Too many PhDs spoil economic broth in US

August 25, 1995

Universities are producing about 25 per cent more PhDs in science and engineering than the United States economy needs, according to a study by the Rand Corporation and the Institute for Higher Education Research at Stanford University.

This is far higher than anyone thought, because it compares numbers of specialists being produced with jobs for which they are qualified. It does not look simply at whether they have work, however humble.

The overproduction of doctorates appears to be highest in computer sciences, say the two economists who conducted the research, Charles A. Goldman at Rand, and William F. Massy at Stanford. Twice the number of computer science PhDs are being produced as are needed.

The surplus of doctoral computer science degrees being awarded over the number of those who acquire desirable jobs in the field is 50.5 per cent.

In other areas of science and engineering, the job prospects are better, but the surpluses of supply over demand are still large. In physics, chemistry and mathematics, for example, the surplus is 31.5 per cent; in chemical engineering 26 per cent; in mechanical engineering 44 per cent; and in the geological sciences 23 per cent. Psychology has the lowest surplus: 4 per cent.

The question is what should be done about all the unemployed or underemployed PhD holders. Many in the universities argue for more federal government funding for research to mop up the excess capacity.
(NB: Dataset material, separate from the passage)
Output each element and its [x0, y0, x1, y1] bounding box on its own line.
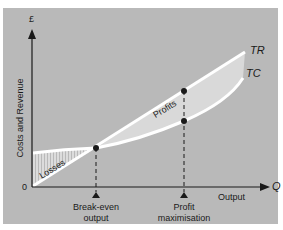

But, after experimenting with mathematical models, the authors decided that would be the wrong answer. More money for research would, indeed, provide jobs for professors. But it would also produce even more PhDs.

What needs to happen is for the universities to cut back on the production of PhDs. The study, funded by the Alfred P. Sloan Foundation with federal money, included interviews with heads of department about how they decided on the numbers of graduate students to recruit. Department heads said they calculated how many new teaching assistants they would need to staff their undergraduate classes and how many new researchers for professors' research programmes.
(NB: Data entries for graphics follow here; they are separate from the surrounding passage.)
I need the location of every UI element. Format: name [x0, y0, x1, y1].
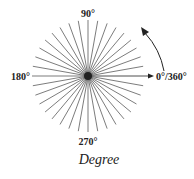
- label-90: 90°: [81, 8, 95, 19]
- rotation-arc: [145, 33, 164, 71]
- caption: Degree: [78, 152, 120, 167]
- label-270: 270°: [79, 136, 98, 147]
- degree-diagram: 90° 180° 270° 0°/360° Degree: [0, 0, 194, 179]
- label-0-360: 0°/360°: [156, 71, 187, 82]
- label-180: 180°: [11, 71, 30, 82]
- rotation-arrowhead-icon: [141, 27, 149, 36]
- zero-axis-arrowhead-icon: [148, 74, 154, 79]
Then they admitted PhD students. "When there are ever-increasing resources to be put into the system in the form of research money or ever-expanding undergraduate enrolment, then the system stays in balance and the numbers of opportunities are sufficient to absorb new PhDs," said Dr Goldman.

"But if resources are failing to grow, there will be an oversupply of PhDs. That is what is happening at the moment. Resources have levelled off."
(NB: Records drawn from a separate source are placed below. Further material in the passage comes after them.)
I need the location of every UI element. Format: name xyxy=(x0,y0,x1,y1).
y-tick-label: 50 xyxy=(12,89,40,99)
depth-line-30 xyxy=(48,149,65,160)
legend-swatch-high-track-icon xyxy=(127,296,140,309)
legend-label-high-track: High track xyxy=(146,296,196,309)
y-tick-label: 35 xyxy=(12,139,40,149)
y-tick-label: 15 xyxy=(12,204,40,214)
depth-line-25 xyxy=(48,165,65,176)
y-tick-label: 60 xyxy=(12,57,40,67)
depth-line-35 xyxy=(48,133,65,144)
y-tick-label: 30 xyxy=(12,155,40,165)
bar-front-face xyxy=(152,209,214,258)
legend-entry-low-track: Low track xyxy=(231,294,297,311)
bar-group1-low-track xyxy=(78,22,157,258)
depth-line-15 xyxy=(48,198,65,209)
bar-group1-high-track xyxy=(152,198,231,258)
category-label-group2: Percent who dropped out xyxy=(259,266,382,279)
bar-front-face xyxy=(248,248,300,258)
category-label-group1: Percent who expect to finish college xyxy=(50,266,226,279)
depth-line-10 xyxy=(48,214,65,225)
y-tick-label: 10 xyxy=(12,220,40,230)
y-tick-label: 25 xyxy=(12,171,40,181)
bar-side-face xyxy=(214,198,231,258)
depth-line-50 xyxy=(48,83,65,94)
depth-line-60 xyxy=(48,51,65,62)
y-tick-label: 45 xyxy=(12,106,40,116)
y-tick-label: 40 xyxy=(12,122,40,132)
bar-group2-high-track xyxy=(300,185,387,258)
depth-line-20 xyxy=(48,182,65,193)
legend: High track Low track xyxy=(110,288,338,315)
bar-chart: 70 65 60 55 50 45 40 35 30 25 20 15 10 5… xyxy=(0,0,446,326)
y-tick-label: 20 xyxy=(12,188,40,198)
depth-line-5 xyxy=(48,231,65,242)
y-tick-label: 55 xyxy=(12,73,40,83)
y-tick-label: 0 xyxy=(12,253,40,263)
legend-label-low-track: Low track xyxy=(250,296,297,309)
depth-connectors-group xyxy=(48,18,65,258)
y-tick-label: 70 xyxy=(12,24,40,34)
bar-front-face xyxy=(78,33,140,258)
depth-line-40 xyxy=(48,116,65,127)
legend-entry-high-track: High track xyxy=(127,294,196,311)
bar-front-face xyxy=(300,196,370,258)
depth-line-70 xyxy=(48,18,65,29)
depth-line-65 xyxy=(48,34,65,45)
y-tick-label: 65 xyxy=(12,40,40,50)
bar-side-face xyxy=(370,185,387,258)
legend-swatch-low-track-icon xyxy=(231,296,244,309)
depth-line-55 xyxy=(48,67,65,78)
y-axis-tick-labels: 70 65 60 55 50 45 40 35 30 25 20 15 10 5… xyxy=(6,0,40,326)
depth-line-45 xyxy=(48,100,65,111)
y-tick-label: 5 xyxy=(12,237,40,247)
A task force set up by the American Chemical Society and headed by David Lavallee, provost of City College of New York, reported finding "an annual oversupply of chemistry PhDs in the workforce of between 250 and 400".

The unemployment rate for chemists is put only at 2.5 per cent. Many of those who appear as employed in the figures are thought to be working in temporary postdoctoral appointments as teaching assistants, usually for two years at a time and on relatively low pay.

There is evidence that the tight job market has already affected demand. The American Institute of Physics found that the number of first-year physics graduate students had dropped by 6 per cent for the second year running. James Madison University in Harrisonburg, Virginia, has abolished its physics degree. All ten physics professors have been fired.

The outlook is not much better for mathematicians. In a survey, the American Mathematical Society found an "alarming" 12 per cent of those receiving PhDs between July 1, 1990, and June 30, 1991, to be unemployed and looking for work. That was double the rate for the year before.

But the National Academy of Sciences has a slightly different point of view. In a survey published earlier this year, Reshaping the Graduate Education of Scientists and Engineers, it acknowledged "indications of employment difficulties". More people were seeking jobs in academia than there were available positions, it said.